Almost two months ago, I met God. Rather, I received an epiphany – God’s revelation through a migrant man. Let me call him Miguel. I met Miguel at a homeless shelter in Tijuana, Mexico, a day after he was deported. He entered the US twenty-two years ago by walking along the San Diego beach and simply crossed the border. He found honest living as car mechanic, eventually owning a body shop and providing for his wife and two beautiful daughters. One day, he was accosted by the police and was immediately deported for not having immigration papers. He told me of his plans to reenter the country as soon as he could. I asked if he understood the great risk of being caught and branded a criminal, never to have any chance of entering the US again. He looked at me, with tears swelling up his reddened eyes, and said: “I have to do it. I want to be with my family. They are my home.” Looking at his teary eyes, I encountered God. It struck me that God embraces a similar risk to be with you and me, willing to pay the cost to be with those whom God loves.

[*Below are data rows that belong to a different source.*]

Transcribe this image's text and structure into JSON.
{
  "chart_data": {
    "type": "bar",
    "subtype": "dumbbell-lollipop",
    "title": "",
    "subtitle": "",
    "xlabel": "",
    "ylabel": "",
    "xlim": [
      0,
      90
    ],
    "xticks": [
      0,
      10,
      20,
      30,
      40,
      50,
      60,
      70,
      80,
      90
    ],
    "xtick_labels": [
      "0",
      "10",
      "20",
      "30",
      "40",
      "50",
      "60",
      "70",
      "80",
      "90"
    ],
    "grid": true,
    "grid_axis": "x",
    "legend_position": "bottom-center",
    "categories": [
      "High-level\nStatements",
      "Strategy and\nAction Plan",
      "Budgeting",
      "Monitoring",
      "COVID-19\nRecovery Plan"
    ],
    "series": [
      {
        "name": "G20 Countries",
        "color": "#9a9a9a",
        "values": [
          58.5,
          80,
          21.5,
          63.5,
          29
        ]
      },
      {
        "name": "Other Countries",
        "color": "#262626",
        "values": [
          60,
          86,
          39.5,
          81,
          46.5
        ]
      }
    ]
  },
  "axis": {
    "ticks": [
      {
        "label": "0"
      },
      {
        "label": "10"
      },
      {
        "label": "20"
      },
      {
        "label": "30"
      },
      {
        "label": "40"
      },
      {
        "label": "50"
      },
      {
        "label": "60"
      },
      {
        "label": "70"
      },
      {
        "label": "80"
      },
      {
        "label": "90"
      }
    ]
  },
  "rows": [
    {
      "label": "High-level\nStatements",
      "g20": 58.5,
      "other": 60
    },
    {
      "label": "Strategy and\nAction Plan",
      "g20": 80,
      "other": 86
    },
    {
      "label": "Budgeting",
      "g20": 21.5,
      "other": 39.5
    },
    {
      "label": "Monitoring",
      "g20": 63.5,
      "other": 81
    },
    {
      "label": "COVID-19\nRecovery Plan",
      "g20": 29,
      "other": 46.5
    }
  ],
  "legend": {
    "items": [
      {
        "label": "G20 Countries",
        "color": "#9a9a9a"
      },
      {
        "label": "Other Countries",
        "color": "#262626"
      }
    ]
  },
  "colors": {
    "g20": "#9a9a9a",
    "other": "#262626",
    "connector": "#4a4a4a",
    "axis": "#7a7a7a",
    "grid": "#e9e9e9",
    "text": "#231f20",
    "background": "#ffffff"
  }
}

Today we celebrate the love of a God who humbly became human like us. Jesus, Word of God, Who is God, became one of us. He built his house next to ours, lived among us, ate like us, suffered with us, for us, to save us. He came as a child, a poor child, born in a humble manger. To a poor family. To serve and give his life because he loves us. He wants to make us God’s home, God’s favorite hiding place. God is crazy in love with us. Like people who love, God wants to be one with us whom He loves.

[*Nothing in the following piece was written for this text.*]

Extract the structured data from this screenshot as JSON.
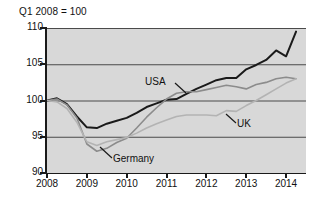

Today, we celebrate a love born in the crib and continue to the cross. In Miguel, God reveals to me a love willing to accept all costs to be with the beloved. When we look at a person who is poor (or migrant), who loves, who forgives, we see God. God who is poor, who loves, who forgives. God chooses to show God’s light most clearly through human beings, through you and me. Through us who are poor, weak, and sinful. This is the glory of God’s humility. The light of God’s love.
What if God wants to surprise us in humble and unexpected ways, revealing Godself in the least of those we interact during these festive days? What if God desires to encounter us in our poverty and humility?